Thursday, May 4, 2017

See maggots squirming

‘It is now as hot and sultry as it was ever my lot to witness. The cloudy weather and recent rains make everything damp and sticky. Wo don’t any of us sweat though, particularly, as we are pretty well dried up. Laying on the ground so much, has made sores on nearly every one here, and in many cases gangrene sets in, and they are very bad off. Have many sores on my body, but am careful to keep away the poison. To-day saw a man with a bullet hole in his head over an inch deep, and you could look down in it and see maggots squirming around at the bottom.’ This is from the astonishingly graphic diary of John L. Ransom, a Union Army soldier who was imprisoned by the Confederates during the Civil War at Andersonville. Although, initially, Ransom self-published the diary, it has long since been considered a primary source of information about the war and thus been reprinted many times, most recently by Dover Publications.
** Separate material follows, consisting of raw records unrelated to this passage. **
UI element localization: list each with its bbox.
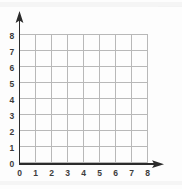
y-tick-label-4: 4 xyxy=(4,96,14,105)
y-tick-label-0: 0 xyxy=(4,160,14,169)
x-tick-label-5: 5 xyxy=(94,169,106,178)
y-tick-label-1: 1 xyxy=(4,144,14,153)
x-tick-label-7: 7 xyxy=(126,169,138,178)
x-tick-label-3: 3 xyxy=(62,169,74,178)
graph-screenshot: 0 1 2 3 4 5 6 7 8 0 1 2 3 4 5 6 7 8 xyxy=(0,0,182,189)
grid-canvas xyxy=(0,0,182,189)
y-tick-label-8: 8 xyxy=(4,32,14,41)
x-tick-label-0: 0 xyxy=(14,169,26,178)
x-tick-label-4: 4 xyxy=(78,169,90,178)
y-tick-label-7: 7 xyxy=(4,48,14,57)
x-tick-label-2: 2 xyxy=(46,169,58,178)
y-axis xyxy=(16,11,24,164)
coordinate-plot: 0 1 2 3 4 5 6 7 8 0 1 2 3 4 5 6 7 8 xyxy=(0,0,182,189)
x-tick-label-6: 6 xyxy=(110,169,122,178)
y-tick-label-2: 2 xyxy=(4,128,14,137)
x-tick-label-8: 8 xyxy=(142,169,154,178)
y-tick-label-6: 6 xyxy=(4,64,14,73)
x-axis xyxy=(19,160,164,168)
y-tick-label-5: 5 xyxy=(4,80,14,89)
y-tick-label-3: 3 xyxy=(4,112,14,121)
x-tick-label-1: 1 xyxy=(30,169,42,178)
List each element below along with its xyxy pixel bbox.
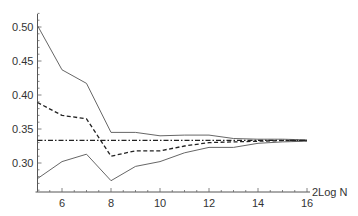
y-tick-label: 0.40 [12,89,33,101]
series-group [38,26,308,181]
x-tick-label: 10 [154,197,166,209]
x-tick-label: 8 [108,197,114,209]
y-tick-label: 0.45 [12,55,33,67]
y-tick-label: 0.35 [12,123,33,135]
axes: 68101214160.300.350.400.450.50 [12,13,313,209]
x-tick-label: 16 [301,197,313,209]
series-estimate [38,103,308,157]
y-tick-label: 0.30 [12,157,33,169]
line-chart: 68101214160.300.350.400.450.50 2Log N [0,0,358,216]
series-lower-bound [38,141,308,181]
x-tick-label: 14 [252,197,264,209]
series-upper-bound [38,26,308,140]
x-tick-label: 12 [203,197,215,209]
x-tick-label: 6 [59,197,65,209]
x-axis-label: 2Log N [312,186,348,198]
y-tick-label: 0.50 [12,21,33,33]
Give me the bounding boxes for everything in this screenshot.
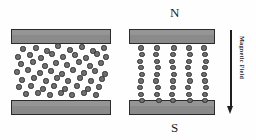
magnetic-field-arrow-shaft [230,30,232,108]
particle-random [76,59,81,64]
particle-random [81,90,86,95]
particle-random [102,71,107,76]
particle-chain [202,78,207,83]
particle-random [19,77,24,82]
particle-chain [185,85,190,90]
particle-random [25,67,30,72]
particle-random [53,60,58,65]
particle-random [14,69,19,74]
particle-random [47,92,52,97]
particle-chain [186,72,191,77]
particle-chain [170,65,175,70]
particle-chain [155,85,160,90]
particle-chain [203,85,208,90]
particle-chain [186,45,191,50]
particle-chain [171,45,176,50]
magnetic-field-arrow-head [227,106,233,114]
particle-random [74,83,79,88]
particle-random [67,47,72,52]
particle-chain [202,65,207,70]
particle-chain [202,92,207,97]
particle-chain [154,72,159,77]
particle-random [59,71,64,76]
particle-random [49,51,54,56]
particle-chain [202,52,207,57]
particle-random [62,86,67,91]
particle-chain [170,78,175,83]
particle-random [30,59,35,64]
particle-random [98,60,103,65]
particle-chain [187,78,192,83]
particle-random [90,48,95,53]
particle-chain [201,72,206,77]
particle-random [48,68,53,73]
particle-random [83,55,88,60]
particle-random [55,43,60,48]
particle-random [64,62,69,67]
particle-random [99,76,104,81]
particle-random [28,83,33,88]
particle-random [77,75,82,80]
particle-random [85,86,90,91]
particle-chain [138,92,143,97]
particle-random [31,75,36,80]
magnetic-field-label: Magnetic Field [239,36,246,104]
particle-random [35,90,40,95]
particle-chain [137,85,142,90]
particle-chain [137,59,142,64]
particle-chain [186,59,191,64]
particle-random [79,44,84,49]
particle-random [72,52,77,57]
particle-chain [169,59,174,64]
particle-chain [153,78,158,83]
particle-random [65,78,70,83]
particle-chain [170,52,175,57]
particle-random [27,52,32,57]
left-top-plate [11,29,111,44]
particle-random [20,46,25,51]
particle-chain [139,72,144,77]
particle-random [58,90,63,95]
figure-canvas: N S Magnetic Field [0,0,256,140]
particle-chain [186,92,191,97]
particle-chain [185,65,190,70]
particle-chain [154,92,159,97]
particle-chain [169,92,174,97]
particle-random [43,78,48,83]
particle-random [93,92,98,97]
particle-random [42,63,47,68]
particle-chain [154,45,159,50]
particle-random [51,83,56,88]
particle-chain [138,78,143,83]
particle-chain [201,45,206,50]
particle-random [33,45,38,50]
particle-chain [153,52,158,57]
particle-random [70,67,75,72]
particle-chain [203,59,208,64]
right-bottom-plate [129,100,215,115]
particle-chain [138,65,143,70]
particle-random [60,54,65,59]
particle-random [81,70,86,75]
particle-random [92,68,97,73]
particle-random [87,63,92,68]
north-pole-label: N [170,6,180,19]
particle-chain [170,85,175,90]
particle-chain [154,59,159,64]
particle-chain [155,65,160,70]
particle-chain [187,52,192,57]
particle-random [40,86,45,91]
particle-random [44,48,49,53]
particle-random [38,55,43,60]
particle-random [88,78,93,83]
particle-chain [138,45,143,50]
particle-chain [171,72,176,77]
particle-random [37,70,42,75]
particle-random [54,75,59,80]
particle-random [16,84,21,89]
south-pole-label: S [171,121,179,134]
particle-random [101,45,106,50]
particle-random [69,92,74,97]
particle-chain [139,52,144,57]
particle-random [18,61,23,66]
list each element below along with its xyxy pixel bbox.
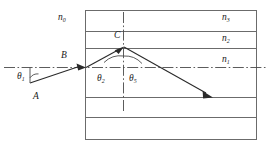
exit-ray-arrowhead — [203, 91, 213, 99]
ray-diagram-figure: n0 n3 n2 n1 C B A θ1 θ2 θ5 — [0, 0, 268, 150]
label-theta1: θ1 — [17, 72, 25, 82]
label-n0: n0 — [58, 13, 66, 23]
label-theta5: θ5 — [129, 74, 137, 84]
label-theta2: θ2 — [97, 74, 105, 84]
theta5-angle-arc — [124, 56, 143, 64]
theta1-angle-arc — [30, 74, 39, 78]
label-point-A: A — [33, 92, 39, 102]
label-point-C: C — [114, 31, 120, 41]
label-n2: n2 — [222, 34, 230, 44]
incident-ray-arrowhead — [77, 63, 87, 70]
ray-B-to-C — [86, 50, 119, 68]
medium-box-outline — [86, 11, 257, 140]
theta2-angle-arc — [104, 56, 124, 63]
incident-ray-A-to-B — [30, 67, 79, 84]
label-n3: n3 — [222, 13, 230, 23]
label-n1: n1 — [222, 55, 230, 65]
ray-BC-arrowhead — [115, 47, 124, 55]
exit-ray-C-to-exit — [124, 47, 206, 93]
label-point-B: B — [61, 51, 67, 61]
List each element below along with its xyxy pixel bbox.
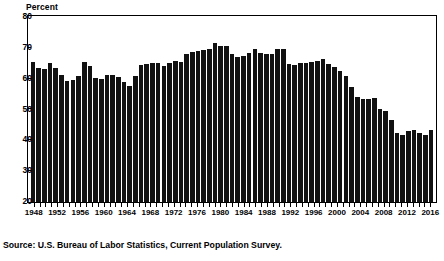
x-axis-tick bbox=[75, 203, 76, 207]
x-axis-tick-label: 1984 bbox=[235, 207, 253, 218]
x-axis-tick bbox=[220, 203, 221, 207]
bar-series bbox=[28, 16, 436, 202]
bar bbox=[344, 76, 349, 202]
x-axis-tick bbox=[92, 203, 93, 207]
bar bbox=[332, 67, 337, 202]
x-axis-tick-label: 2004 bbox=[351, 207, 369, 218]
bar bbox=[190, 52, 195, 202]
x-axis-tick bbox=[162, 203, 163, 207]
bar bbox=[162, 66, 167, 202]
bar bbox=[406, 131, 411, 202]
bar bbox=[139, 65, 144, 202]
bar bbox=[281, 49, 286, 202]
x-axis-tick-label: 1988 bbox=[258, 207, 276, 218]
x-axis-tick bbox=[133, 203, 134, 207]
x-axis-tick bbox=[40, 203, 41, 207]
x-axis-tick bbox=[343, 203, 344, 207]
x-axis-tick bbox=[384, 203, 385, 207]
bar bbox=[361, 99, 366, 202]
x-axis-tick bbox=[279, 203, 280, 207]
x-axis-tick-label: 2012 bbox=[398, 207, 416, 218]
bar bbox=[366, 99, 371, 202]
x-axis-tick bbox=[238, 203, 239, 207]
x-axis-tick bbox=[226, 203, 227, 207]
bar bbox=[179, 62, 184, 202]
x-axis-tick bbox=[308, 203, 309, 207]
x-axis-tick bbox=[209, 203, 210, 207]
bar bbox=[76, 76, 81, 202]
bar bbox=[144, 64, 149, 202]
y-axis-tick-label: 30 bbox=[8, 166, 32, 175]
x-axis-tick bbox=[150, 203, 151, 207]
bar bbox=[321, 59, 326, 202]
y-axis-tick-label: 60 bbox=[8, 74, 32, 83]
bar bbox=[400, 135, 405, 202]
bar bbox=[395, 133, 400, 202]
x-axis-tick bbox=[273, 203, 274, 207]
bar bbox=[88, 66, 93, 202]
x-axis-tick bbox=[45, 203, 46, 207]
y-axis-tick-label: 50 bbox=[8, 105, 32, 114]
x-axis-tick-label: 1972 bbox=[165, 207, 183, 218]
x-axis-tick-label: 1992 bbox=[281, 207, 299, 218]
bar bbox=[196, 51, 201, 202]
x-axis-tick-label: 1976 bbox=[188, 207, 206, 218]
bar bbox=[247, 53, 252, 202]
x-axis-tick bbox=[51, 203, 52, 207]
bar bbox=[235, 57, 240, 202]
bar bbox=[412, 130, 417, 202]
x-axis-tick bbox=[80, 203, 81, 207]
x-axis-tick-label: 1960 bbox=[95, 207, 113, 218]
bar bbox=[429, 130, 434, 202]
bar bbox=[82, 62, 87, 202]
bar bbox=[423, 135, 428, 202]
x-axis-tick bbox=[110, 203, 111, 207]
bar bbox=[292, 65, 297, 202]
x-axis-tick bbox=[290, 203, 291, 207]
x-axis-tick bbox=[424, 203, 425, 207]
bar bbox=[241, 56, 246, 202]
x-axis-tick bbox=[197, 203, 198, 207]
bar bbox=[65, 81, 70, 202]
x-axis-tick bbox=[354, 203, 355, 207]
x-axis-tick bbox=[98, 203, 99, 207]
bar bbox=[184, 54, 189, 202]
x-axis-tick bbox=[156, 203, 157, 207]
bar bbox=[42, 69, 47, 202]
bar bbox=[258, 53, 263, 202]
bar bbox=[309, 62, 314, 202]
bar bbox=[389, 120, 394, 202]
bar bbox=[315, 61, 320, 202]
bar bbox=[349, 87, 354, 203]
bar bbox=[116, 77, 121, 202]
x-axis-tick bbox=[389, 203, 390, 207]
x-axis-tick bbox=[360, 203, 361, 207]
bar bbox=[326, 64, 331, 202]
x-axis-tick-label: 1952 bbox=[48, 207, 66, 218]
x-axis-tick bbox=[232, 203, 233, 207]
x-axis-tick bbox=[372, 203, 373, 207]
x-axis-tick bbox=[314, 203, 315, 207]
chart-figure: Percent 19481952195619601964196819721976… bbox=[0, 0, 444, 261]
x-axis-tick bbox=[34, 203, 35, 207]
bar bbox=[122, 82, 127, 202]
bar bbox=[218, 46, 223, 202]
bar bbox=[270, 54, 275, 202]
x-axis-tick bbox=[215, 203, 216, 207]
x-axis-tick bbox=[69, 203, 70, 207]
x-axis-tick bbox=[168, 203, 169, 207]
bar bbox=[230, 54, 235, 202]
x-axis-tick-label: 2000 bbox=[328, 207, 346, 218]
x-axis-tick bbox=[127, 203, 128, 207]
x-axis-tick bbox=[319, 203, 320, 207]
bar bbox=[213, 43, 218, 202]
x-axis-tick bbox=[349, 203, 350, 207]
x-axis-tick bbox=[180, 203, 181, 207]
x-axis-tick-label: 1956 bbox=[71, 207, 89, 218]
x-axis-tick bbox=[261, 203, 262, 207]
x-axis-tick bbox=[255, 203, 256, 207]
bar bbox=[304, 63, 309, 202]
x-axis-tick bbox=[395, 203, 396, 207]
x-axis-labels: 1948195219561960196419681972197619801984… bbox=[27, 207, 437, 220]
x-axis-tick bbox=[174, 203, 175, 207]
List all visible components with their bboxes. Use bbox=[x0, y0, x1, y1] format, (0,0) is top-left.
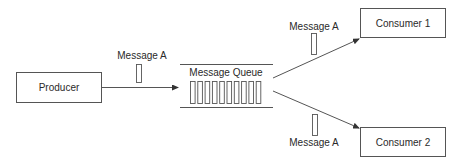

Ransom was born in Conneaut, Ohio, to Zebina and Mary Ransom, in 1843. While still in his teens, he began working as a printer for the Citizen (a predecessor of the Citizen Patriot), a newspaper based in Jackson, Michigan. In 1862, he joined the 9th Michigan Cavalry, part of the Union Army, becoming a quartermaster sergeant with Company A. However, in 1863, he was captured by the Confederates, and confined at Belle Isle, a Confederate prison on a small island in James River, near Richmond, Virginia. Some three months later, he was taken on a week-long train ride, for incarceration at a new prison in Andersonville, Georgia. Conditions there were appalling, with overcrowding, lack of food, bad water, disease; nearly a third of 45,000 prisoners died.

After around six months, during which time his weight had fallen from a little over 11 stone to six and a half stone, Ransom was transferred to the Marine Hospital at Savannah. There, he recovered, and eventually managed to escape, rejoining his unit in December 1864. After the war, he returned to work for the Citizen, which serialised a diary he had kept during his time in prison. He married twice, once to Eliza Finette Holway, who bore him a daughter, Katherine, and then, after Eliza’s death, he married Frances Wendell. He live in Auburn, New York, for a while, and also Chicago, where he died in 1919. There is very little biographical information about Ransom readily available online, but see MLive, Spartacus or a message board at Ancestry.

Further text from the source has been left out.